The VTAC light mount is a lightweight polymer mount for your 1 inch or 30mm diameter tac light. The diameter is adjusted by the use of an included insert. The mount attaches to any standard Picatinny rail via a pair of hex bolts.
Now that the boring part is out of the way, how about the mount? It's lightweight, seems pretty sturdy, and does what it's supposed to. Most light mounts protrude from the rail straight out, and can be awkward to use with modern shooting stances.
So, what separates this from the other mounts out there? Well, for one, it's polymer. So, no adding a ton of weight when you bolt this on your gun.
Second, it's an offset mount, basically it is offset to either side of whichever rail it is attached to, and is perfect for thumb activation whether you are using a vertical grip, no grip, a handstop, or whatever your flavor is.
Although unconventional, the setup above allows the operator to use a thumb-over-bore grip, and activate the light with the thumb or knuckles of the support hand.
When "broomsticking" a traditional vertical grip, it can still be activated by the support-hand thumb when placed on the 3 o'clock position on the rail.
So, if those are the best things about it, what's the downside, because everything has one.
If you don't tighten the mount evenly on the rails, or the ring to the mount, the light will sit unevenly. This is an easy issue to fix, and as long as you can see, you should be able to tell if its lined up correctly.
However, the next issue is a bit more serious. It sits funky on the rail when you tighten the mount down. It literally looks like it was spec'd for a different rail system, like when someone slaps a Weaver mount on a Picitinny rail. This is supposedly normal in this particular design, but it still makes me a little leery.
In about 6 months of testing (2 range sessions/month, dry practice weekly), the mount has not slipped, loosened, or warped, even when the gun is dropped on the "flat" side. I haven't dropped it straight onto something bezel-first, but I'm sure that'll happen eventually.
It's not a metal mount, and I don't expect it to take rough handling like a quality metal mount will, but I believe this will take a pounding before it quits. At a $25 price point, it beats the hell out of a lot of other polymer mounts out there, like the CAA mount, both in terms of ergonomics and positioning options. A lot of metal mounts out there have obnoxiously large tightening screws to deal with, and though this mount requires an Allen wrench to remove/install, it feels a lot better on the gun.
The current setup I'm testing involves mounting the front sight behind the light mount and a small area for my thumb. Sight purists may cry foul, but on a specter length rail, the sight is close to the location of the carbine-length setup, so although I'm giving up a few inches of sight radius, I'm not losing anything versus a carbine fixed sight setup, and it feels and points quite well. My .02.
This grip on the weapon is not as strange as it looks. A carbine-length system with a fixed front sight and an MRE rail is very similar to this. The biggest issue I've had is trying to mount the VTAC around the massive external screw on the front sight I currently have. I activate the light with the thumb of my support hand, or with the middle knuckle on the support hand index finger. Running the grip as far forward as I can makes it impossible to activate the light without pushing the sight back a bit. With a streamlined sight like the DD fixed front sight, this is not an issue, and the light can be mounted on the 6-o'clock rail, allowing the user to run the sight in a more traditional position.
Everyone is a critic or think they could do it better, so here's my armchair quarterbacking on the mount:
- A forward offset. You give us a polymer Thorntail and you can officially print money. I love the MOE Scout mount, and run it as a ramp for my thumb even without the light.
- Make it sit right. No, I haven't had any problems. But the way that the mount sits makes me hesitant to un-mount and re-mount the system. I've done it a dozen times, but its not like using a standard screw mount.
Overall, I like this mount, especially for the price and weight. It works better for me than a lot of other mounts on the market. Coming up, I'll be comparing it to some of the other mounts out there, as well as working it on other weapons for comparison.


• **WHAT TO PRODUCE**: Which lines below contain the word "United"? Copy each one.

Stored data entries
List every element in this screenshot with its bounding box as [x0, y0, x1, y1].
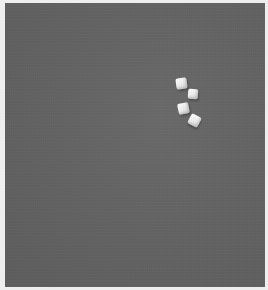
- sugar-cube: [175, 77, 187, 89]
- sugar-cube: [177, 102, 190, 115]
- photo-background: [5, 3, 265, 287]
- photo-frame: [0, 0, 268, 290]
- sugar-cube: [188, 89, 199, 100]
- sugar-cube: [187, 113, 202, 128]
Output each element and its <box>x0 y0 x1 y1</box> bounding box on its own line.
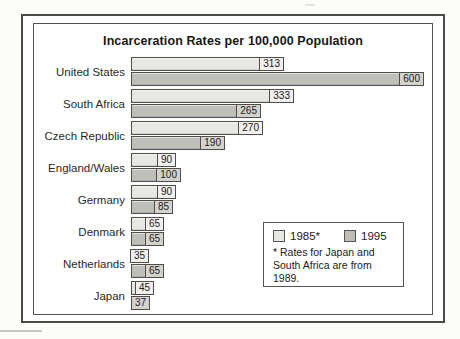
bar-1985: 35 <box>131 249 148 263</box>
value-label: 90 <box>157 153 176 167</box>
bar-1985: 45 <box>131 281 153 295</box>
chart-row: England/Wales90100 <box>34 153 432 182</box>
value-label: 65 <box>145 232 164 246</box>
legend-label-1985: 1985* <box>290 230 320 242</box>
category-label: United States <box>34 66 131 78</box>
scan-artifact <box>305 4 315 6</box>
bar-group: 270190 <box>131 121 432 150</box>
category-label: Denmark <box>34 226 131 238</box>
category-label: Japan <box>34 290 131 302</box>
legend-footnote: * Rates for Japan and South Africa are f… <box>273 246 394 285</box>
value-label: 600 <box>399 72 424 86</box>
legend-box: 1985* 1995 * Rates for Japan and South A… <box>263 222 404 287</box>
value-label: 265 <box>236 104 261 118</box>
category-label: Czech Republic <box>34 130 131 142</box>
bar-1985: 313 <box>131 57 283 71</box>
legend-swatch-1995 <box>344 230 356 242</box>
chart-row: Germany9085 <box>34 185 432 214</box>
bar-1995: 600 <box>131 72 423 86</box>
value-label: 333 <box>269 89 294 103</box>
value-label: 45 <box>135 281 154 295</box>
bar-group: 333265 <box>131 89 432 118</box>
bar-1995: 85 <box>131 200 172 214</box>
chart-row: Czech Republic270190 <box>34 121 432 150</box>
bar-1995: 100 <box>131 168 180 182</box>
chart-inner-frame: Incarceration Rates per 100,000 Populati… <box>33 23 433 315</box>
bar-group: 313600 <box>131 57 432 86</box>
chart-title: Incarceration Rates per 100,000 Populati… <box>34 34 432 48</box>
legend-item-1995: 1995 <box>344 230 387 242</box>
value-label: 100 <box>156 168 181 182</box>
value-label: 90 <box>157 185 176 199</box>
bar-1985: 270 <box>131 121 262 135</box>
chart-row: United States313600 <box>34 57 432 86</box>
legend-row: 1985* 1995 <box>273 230 394 242</box>
bar-1995: 37 <box>131 296 149 310</box>
bar-1985: 90 <box>131 185 175 199</box>
bar-1985: 333 <box>131 89 293 103</box>
value-label: 313 <box>259 57 284 71</box>
value-label: 35 <box>130 249 149 263</box>
category-label: Netherlands <box>34 258 131 270</box>
legend-label-1995: 1995 <box>361 230 387 242</box>
bar-1995: 65 <box>131 232 163 246</box>
bar-group: 9085 <box>131 185 432 214</box>
value-label: 85 <box>154 200 173 214</box>
bar-1985: 65 <box>131 217 163 231</box>
category-label: England/Wales <box>34 162 131 174</box>
value-label: 190 <box>200 136 225 150</box>
bar-1985: 90 <box>131 153 175 167</box>
scan-artifact <box>0 330 42 332</box>
value-label: 65 <box>145 264 164 278</box>
value-label: 37 <box>131 296 150 310</box>
value-label: 270 <box>238 121 263 135</box>
category-label: South Africa <box>34 98 131 110</box>
bar-group: 90100 <box>131 153 432 182</box>
scanned-chart-page: Incarceration Rates per 100,000 Populati… <box>0 0 460 339</box>
value-label: 65 <box>145 217 164 231</box>
legend-swatch-1985 <box>273 230 285 242</box>
bar-1995: 190 <box>131 136 224 150</box>
bar-1995: 65 <box>131 264 163 278</box>
category-label: Germany <box>34 194 131 206</box>
legend-item-1985: 1985* <box>273 230 320 242</box>
bar-1995: 265 <box>131 104 260 118</box>
chart-row: South Africa333265 <box>34 89 432 118</box>
chart-outer-frame: Incarceration Rates per 100,000 Populati… <box>21 14 445 323</box>
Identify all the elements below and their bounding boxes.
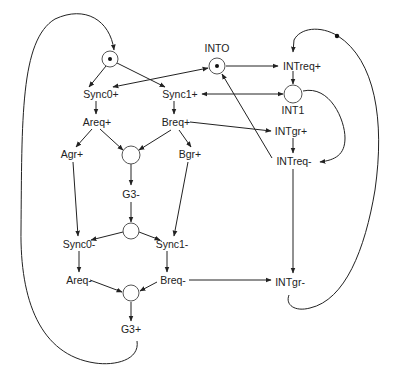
transition-sync1p: Sync1+ (162, 88, 197, 100)
transition-intgrm: INTgr- (275, 276, 305, 288)
place-int1 (284, 85, 302, 103)
arcs (21, 14, 379, 364)
places (102, 51, 302, 301)
arc-areqp-mid (100, 129, 123, 150)
transition-breqp: Breq+ (162, 116, 190, 128)
arc-areqm-bot (90, 280, 122, 292)
transition-breqm: Breq- (160, 274, 186, 286)
arc-breqp-mid (139, 130, 171, 150)
arc-int1-to-intreqm (303, 90, 345, 162)
transition-areqp: Areq+ (83, 116, 111, 128)
token-into (215, 64, 219, 68)
transition-g3m: G3- (122, 188, 140, 200)
place-mid2 (123, 223, 139, 239)
transition-sync0m: Sync0- (63, 238, 96, 250)
labels: INTO INT1 Sync0+ Sync1+ Areq+ Breq+ Agr+… (61, 42, 321, 335)
arc-breqp-bgrp (179, 130, 191, 147)
place-bot (123, 285, 139, 301)
arc-place2-sync0m (91, 232, 123, 240)
transition-areqm: Areq- (66, 274, 92, 286)
transition-agrp: Agr+ (61, 148, 83, 160)
label-int1: INT1 (282, 104, 305, 116)
petri-net-diagram: INTO INT1 Sync0+ Sync1+ Areq+ Breq+ Agr+… (0, 0, 395, 382)
implicit-place-token (335, 34, 339, 38)
arc-top-to-sync1p (117, 63, 165, 87)
label-into: INTO (205, 42, 230, 54)
arc-g3p-to-top-place (21, 14, 137, 364)
arc-top-to-sync0p (89, 66, 106, 87)
transition-bgrp: Bgr+ (179, 148, 201, 160)
transition-g3p: G3+ (121, 323, 141, 335)
transition-intreqm: INTreq- (276, 155, 312, 167)
transition-intgrp: INTgr+ (275, 125, 307, 137)
place-mid1 (122, 146, 140, 164)
arc-sync0p-into (113, 68, 208, 87)
transition-sync1m: Sync1- (156, 238, 189, 250)
arc-areqp-agrp (76, 129, 92, 147)
arc-agrp-sync0m (73, 162, 78, 236)
arc-breqp-intgrp (190, 122, 271, 131)
arc-breqm-bot (140, 282, 157, 291)
arc-bgrp-sync1m (174, 162, 188, 236)
arc-intreqm-into (222, 74, 272, 158)
token-top (108, 57, 112, 61)
diagram-svg: INTO INT1 Sync0+ Sync1+ Areq+ Breq+ Agr+… (0, 0, 395, 382)
transition-sync0p: Sync0+ (83, 88, 118, 100)
transition-intreqp: INTreq+ (283, 60, 321, 72)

• **YOUR RESPONSE**:
category-label: United States <box>34 66 131 78</box>
chart-row: United States313600 <box>34 57 432 86</box>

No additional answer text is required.